A couple of hours later she returns, without vegetables. Her trip for the special veggies -- she came back with a loaf of bread and some chocolate.
But on the vegetable excursion, Denise had decided to give her plumbing skills a new try so had gone to a second plumbing supply store and explained the problem. I am sure the managers of hardware stores can see them coming a mile off -- another fix-it-yourselfer with deep pockets, long imagination and limited competence.
Denise had conversed with the store manager and not only explained our plumbing problem to him but also discoursed on the impact of improperly working plumbing fixtures and their deleterious effects on the environment and the waste of scarce water. I can see the manager now, nodding sagely. So Denise returned to the flat proudly carrying not only her chocolate and loaf of bread, but also an ecologically wise toilet mechanism. Not only was the mechanism very up-to-date but it also conserved water.
We struggled for an hour or so and managed to get the environmentally appropriate mechanism installed. The fancy ecologically wise thingamajig did not fit my toilet and jutted above the top of the tank. The tank lid would not fit but the appliance did work halfway well--and think of all the saved water!

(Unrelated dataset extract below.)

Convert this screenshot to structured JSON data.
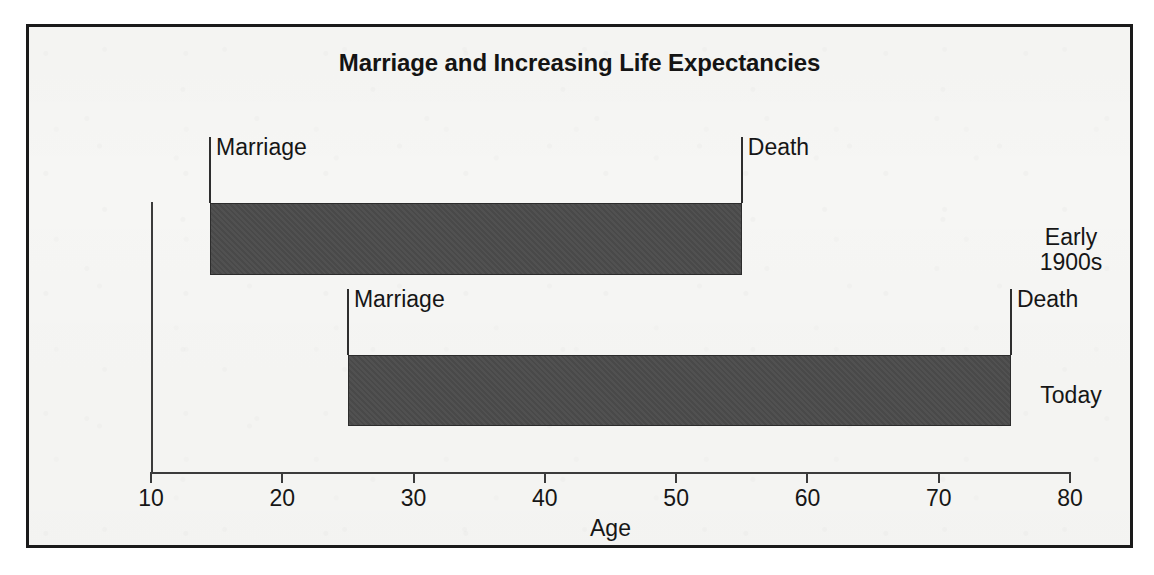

Then the next day the new thingamajig broke. Progress is a two-bladed knife. How do I keep getting nicked?
So the toilet continued as a work in progress and we were back a square or two. Meanwhile, surely coincidentally, the hot water tube to the bathroom sink sprang a great big leak so I had to turn off the hot water until I could get it fixed. Not only was the toilet in a precarious situation but we were now reduced to shaving with cold water.

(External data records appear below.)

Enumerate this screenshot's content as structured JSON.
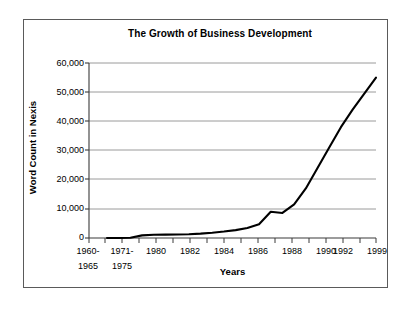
{
  "figure": {
    "title": "The Growth of Business Development",
    "background": "#ffffff",
    "border_color": "#5a5a5a",
    "line_color": "#000000",
    "grid_color": "#9a9a9a",
    "axis_color": "#3a3a3a"
  },
  "axes": {
    "ylabel": "Word Count in Nexis",
    "xlabel": "Years",
    "ytick_labels": [
      "60,000",
      "50,000",
      "40,000",
      "30,000",
      "20,000",
      "10,000",
      "0"
    ],
    "xtick_labels_row1": [
      "1960-",
      "1971-",
      "1980",
      "1982",
      "1984",
      "1986",
      "1988",
      "1990",
      "1992",
      "1999"
    ],
    "xtick_labels_row2": [
      "1965",
      "1975",
      "",
      "",
      "",
      "",
      "",
      "",
      "",
      ""
    ]
  },
  "chart_data": {
    "type": "line",
    "title": "The Growth of Business Development",
    "xlabel": "Years",
    "ylabel": "Word Count in Nexis",
    "ylim": [
      0,
      60000
    ],
    "yticks": [
      0,
      10000,
      20000,
      30000,
      40000,
      50000,
      60000
    ],
    "ytick_labels": [
      "0",
      "10,000",
      "20,000",
      "30,000",
      "40,000",
      "50,000",
      "60,000"
    ],
    "grid": "horizontal",
    "legend": "none",
    "categories": [
      "1960-1965",
      "1966-1970",
      "1971-1975",
      "1976-1979",
      "1980",
      "1981",
      "1982",
      "1983",
      "1984",
      "1985",
      "1986",
      "1987",
      "1988",
      "1989",
      "1990",
      "1991",
      "1992",
      "1993",
      "1994",
      "1995",
      "1996",
      "1997",
      "1998",
      "1999"
    ],
    "xtick_labeled": [
      "1960-1965",
      "1971-1975",
      "1980",
      "1982",
      "1984",
      "1986",
      "1988",
      "1990",
      "1992",
      "1999"
    ],
    "series": [
      {
        "name": "Word Count in Nexis",
        "values": [
          0,
          0,
          100,
          900,
          1100,
          1150,
          1200,
          1300,
          1500,
          1800,
          2200,
          2700,
          3400,
          4700,
          9000,
          8600,
          11500,
          17000,
          24000,
          31000,
          38000,
          44000,
          49500,
          55000
        ]
      }
    ],
    "annotations": [
      "Flat near zero through the early 1970s",
      "Gradual rise through the 1980s",
      "Local peak near 9,000 around 1990 followed by a slight dip",
      "Steep exponential growth after 1992 reaching about 55,000 in 1999"
    ]
  }
}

I made two trips to the plumbing supply store to find the hose that conducts water from the wall outlet to the sink and each time I bought the wrong thing. It was hard to pantomime what I needed -- speaking Turkish would have been handy for me, but probably less exciting than me acting out a tube stretching from the wall to the washbasin. One cannot accuse Turks of lacking a sense of the ridiculous and the local American gives them plenty of opportunity for humor. On the third trip, I had the foresight to take with me the old hose and the hardware store manager easily found me the appropriate replacement. Refraining from calling on Denise's inherited plumbing expertise, I installed the hose myself and one of our problems was solved.
But, the toilet.
A necessary fixture, I dare say. We finally tried calling a plumber -- I had suggested that when the problem arose, but Denise assured me that with her and her grandfather a plumber was superfluous. When we got the plumber on line, he said, “Tomorrow.” So, I continued to hold my functions until, inşallah, the plumber could come.
After waiting for the plumber -- for hours and many a crossed leg -- I decided to see if the doorkeeper [kapıcı] were handier than Denise or me and maybe even as handy as Denise's grandfather in solving plumbing problems.

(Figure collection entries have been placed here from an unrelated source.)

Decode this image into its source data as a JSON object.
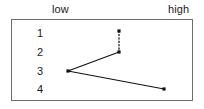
{
  "figure": {
    "width": 204,
    "height": 109,
    "background_color": "#ffffff",
    "border_color": "#6e6e6e",
    "ink_color": "#111111"
  },
  "axis": {
    "low_label": "low",
    "high_label": "high"
  },
  "rows": [
    {
      "label": "1",
      "y": 32
    },
    {
      "label": "2",
      "y": 51
    },
    {
      "label": "3",
      "y": 70
    },
    {
      "label": "4",
      "y": 88
    }
  ],
  "chart_data": {
    "type": "line",
    "title": "",
    "xlabel": "",
    "ylabel": "",
    "xlim": [
      0,
      1
    ],
    "x_tick_labels": [
      "low",
      "high"
    ],
    "ylim": [
      1,
      4
    ],
    "y_tick_labels": [
      "1",
      "2",
      "3",
      "4"
    ],
    "y_inverted": true,
    "grid": false,
    "legend": "none",
    "points": [
      {
        "name": "p1",
        "row": 1,
        "x_fraction": 0.588,
        "px": 118,
        "py": 30
      },
      {
        "name": "p2",
        "row": 2,
        "x_fraction": 0.588,
        "px": 118,
        "py": 51
      },
      {
        "name": "p3",
        "row": 3,
        "x_fraction": 0.308,
        "px": 67,
        "py": 70
      },
      {
        "name": "p4",
        "row": 4,
        "x_fraction": 0.835,
        "px": 163,
        "py": 88
      }
    ],
    "segments": [
      {
        "name": "p1-p2",
        "from": "p1",
        "to": "p2",
        "style": "dotted"
      },
      {
        "name": "p2-p3",
        "from": "p2",
        "to": "p3",
        "style": "solid"
      },
      {
        "name": "p3-p4",
        "from": "p3",
        "to": "p4",
        "style": "solid"
      }
    ]
  }
}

Doğan is a man who survives by making do. He supports himself, his wife and four children by watching our apartment building, running errands and solving problems for the tenants. He quickly responded to our call and came up to the flat. Voila! He made a quick trip to the hardware store, where he spent less than TL 10 and, after returning to our flat, he had the job done in about 15 minutes.
I was relieved -- finally. The next day, Denise and her cat taxied to Atatürk Airport and caught a plane for Chicago. I returned to the calm of my routine, luxuriating in hot shaves and content in the knowledge that what needs flushing will be taken care of.
Life is a carousel and the unexpected adds spice, but why must the spice so often be sumac when one wants cinnamon?